DRAFT: This module has unpublished changes.

Performance Basics


Presence

Presence is amongst the most basic and, perhaps the hardest attribute of a skilled performer to teach or explain. It has to do with comfort in one’s own skin; with willingness to be seen; with how completely one can participate in the action at hand. Presence is what can make one person standing essentially still more interesting than another doing the most fantastical movements. The performer with cultivated presence needs to do very little to draw in the audience.

 

In 2007, I assisted Judson Church era veteran dance teacher Nita Little in an improvisational dance class called Mind in Motion at Impulstanz dance festival in Vienna. We spent easily one and a half hours one day of that workshop taking turns watching one person at a time walk a diagonal line across the studio. The task was to begin with a presence that fills the room and gradually shrink in size until you are an inch inside your skin.

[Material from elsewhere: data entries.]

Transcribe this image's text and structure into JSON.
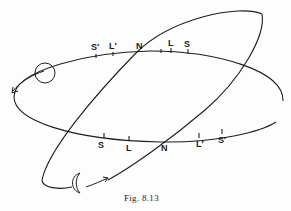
{
  "figure": {
    "caption": "Fig. 8.13"
  },
  "upper_intersection_labels": [
    {
      "id": "s-prime",
      "text": "S′"
    },
    {
      "id": "l-prime",
      "text": "L′"
    },
    {
      "id": "n",
      "text": "N"
    },
    {
      "id": "l",
      "text": "L"
    },
    {
      "id": "s",
      "text": "S"
    }
  ],
  "lower_intersection_labels": [
    {
      "id": "s",
      "text": "S"
    },
    {
      "id": "l",
      "text": "L"
    },
    {
      "id": "n",
      "text": "N"
    },
    {
      "id": "l-prime",
      "text": "L′"
    },
    {
      "id": "s-prime",
      "text": "S′"
    }
  ],
  "icons": {
    "circle": "circle-body-icon",
    "crescent": "crescent-moon-icon",
    "arrow_left": "orbit-direction-arrow-icon",
    "arrow_right": "orbit-direction-arrow-icon"
  },
  "colors": {
    "line": "#1e1e1e",
    "background": "#fdfdfd"
  }
}
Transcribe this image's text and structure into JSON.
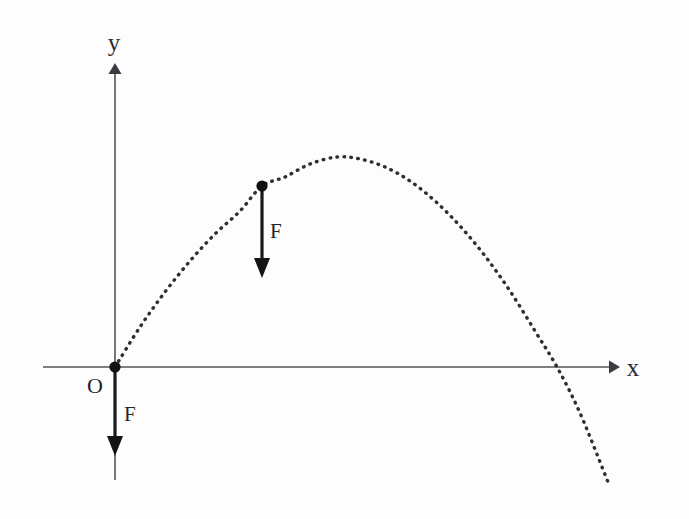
{
  "figure": {
    "background_color": "#fdfdfd",
    "ink_color": "#2e2e33",
    "axis_color": "#55555a"
  },
  "axes": {
    "x_axis": {
      "label": "x",
      "icon": "arrow-right-icon",
      "start_px": [
        43,
        367
      ],
      "end_px": [
        617,
        367
      ],
      "arrow_tip_px": [
        617,
        367
      ]
    },
    "y_axis": {
      "label": "y",
      "icon": "arrow-up-icon",
      "start_px": [
        115,
        480
      ],
      "end_px": [
        115,
        66
      ],
      "arrow_tip_px": [
        115,
        66
      ]
    },
    "origin": {
      "label": "O",
      "position_px": [
        115,
        367
      ]
    }
  },
  "markers": [
    {
      "name": "launch-point",
      "label": "O",
      "position_px": [
        115,
        367
      ],
      "radius_px": 5.5
    },
    {
      "name": "trajectory-point",
      "label": "",
      "position_px": [
        262,
        186
      ],
      "radius_px": 5.5
    }
  ],
  "force_vectors": [
    {
      "name": "force-at-trajectory-point",
      "label": "F",
      "direction": "down",
      "from_px": [
        262,
        190
      ],
      "to_px": [
        262,
        277
      ],
      "length_px": 87,
      "label_position_px": [
        278,
        230
      ]
    },
    {
      "name": "force-at-origin",
      "label": "F",
      "direction": "down",
      "from_px": [
        115,
        371
      ],
      "to_px": [
        115,
        456
      ],
      "length_px": 85,
      "label_position_px": [
        132,
        414
      ]
    }
  ],
  "chart_data": {
    "type": "line",
    "xlabel": "x",
    "ylabel": "y",
    "style": "dotted",
    "grid": false,
    "legend": false,
    "annotations": [
      "O",
      "F",
      "F",
      "x",
      "y"
    ],
    "curve_name": "parabolic-trajectory",
    "vertex_px": [
      337,
      157
    ],
    "points_px": [
      [
        115,
        367
      ],
      [
        140,
        327
      ],
      [
        165,
        292
      ],
      [
        190,
        261
      ],
      [
        215,
        234
      ],
      [
        240,
        211
      ],
      [
        262,
        186
      ],
      [
        285,
        177
      ],
      [
        310,
        164
      ],
      [
        337,
        157
      ],
      [
        360,
        159
      ],
      [
        385,
        167
      ],
      [
        410,
        181
      ],
      [
        435,
        201
      ],
      [
        460,
        226
      ],
      [
        485,
        256
      ],
      [
        510,
        291
      ],
      [
        535,
        331
      ],
      [
        557,
        367
      ],
      [
        580,
        413
      ],
      [
        608,
        482
      ]
    ],
    "x_axis_crossing_px": 557
  },
  "labels": {
    "x_axis": "x",
    "y_axis": "y",
    "origin": "O",
    "force_upper": "F",
    "force_lower": "F"
  }
}
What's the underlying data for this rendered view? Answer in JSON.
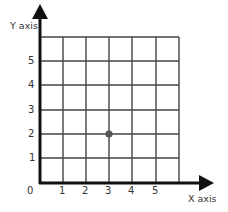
{
  "diagram": {
    "type": "coordinate-grid",
    "x_axis_label": "X axis",
    "y_axis_label": "Y axis",
    "origin_label": "0",
    "x_ticks": [
      "1",
      "2",
      "3",
      "4",
      "5"
    ],
    "y_ticks": [
      "1",
      "2",
      "3",
      "4",
      "5"
    ],
    "grid": {
      "columns": 6,
      "rows": 6
    },
    "points": [
      {
        "x": 3,
        "y": 2
      }
    ],
    "colors": {
      "axis": "#111111",
      "grid": "#444444",
      "point": "#555555",
      "text": "#333333"
    }
  }
}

These sorts of exercises, though seemingly obtuse for a student who just wants to dance, are key for becoming an engaging performer.

 

Much early training in acting conservatories also addresses the performers ability to come to a sort of unaffected neutral or an empty presence. Freshmen Year of the acting conservatory at Boston University largely entailed discovering, triggering, and deactivating our physical, vocal, and emotional patterns. Indeed, almost every student in the program had an emotional breakthrough or breakdown that year as they were faced with long-standing personal blocks. It was a thin line between voice and speech class and therapy. The thinking, as I understand it, was that as long as we were trapped by our own unconscious physical and vocal habituations, our capacity as shape shifters was limited.

 

The job of an actor is versatile and fluid shape shifting. The more bound and congested we are with our own patterns, hardened into identities we call personality, the harder it becomes to shape shift. The more we can identify, soften, and find choice in our own patterns the more we expand our moldable, changeable plasticity.

 

Butoh is another performance form that highly values emptiness training as the groundless ground from which to learn shapeshifting. Butoh is a movement form that arose in Japan after WWII. It was largely a response to the incomprehensible darkness revealed by man’s ability to destroy each other. As the first atomic bombs tore apart matter and transformed it into energy, a generation of artists found themselves faced with a torn apart concept of what it is to be human.

 

Butoh master Katsura Kan, who I performed with in my early twenties, told me he does not think of himself as human. I interpreted this as a choice to identify with an active unfolding of momentary experience. To be “human” is to be part of the socialized lineage ensconced with all the assumptions and expectations that the word connotes. The word “human” is dense with limitation, leaving little room for direct experience. From an empty center of "becoming," the butoh dancer can transform unimpeded into stone, spider web, slithering snake, hungry ghost, happy god, or whatever other image or state the moment calls for. It is not an act of putting a mask or clothing over the personality, but one of emptying in order to be filled.

 

Clowning is another form that, at its very human core, works with empty receptivity. In this context it might be called child’s mind or beginner’s mind. From this state, there are no assumptions of how things go together, how they should be. Each object and relationship is experienced new, leaving space for the unexpected. I did a workshop with the Brazilian clown Ricardo Pucetti from the company Lumé. The exercise that remains with me was a multiple hour jaunt into the woods. We began blindfolded in pairs, then everyone was blindfolded, then we remained blindfolded and put our clown noses on. The experience of vulnerability and disorientation turned into an experience of immediacy, curiosity, and wonder. The state we entered was one of complete discovery of the unknown. Each potential hindrance became an epic adventure. We had found child's mind.

 

An infant has beautiful presence. We watch spellbound as they experience the world of the present moment. Their faces and bodies display an experience unmediated by social navigation. The lag time between experience and expression is essentially zero. I see performance artists of all kinds using various methods to return to, and perhaps bring the audience to, these states of honest, open, presence so the world may have an opening into the performance space.

 

 

 

 

 

DRAFT: This module has unpublished changes.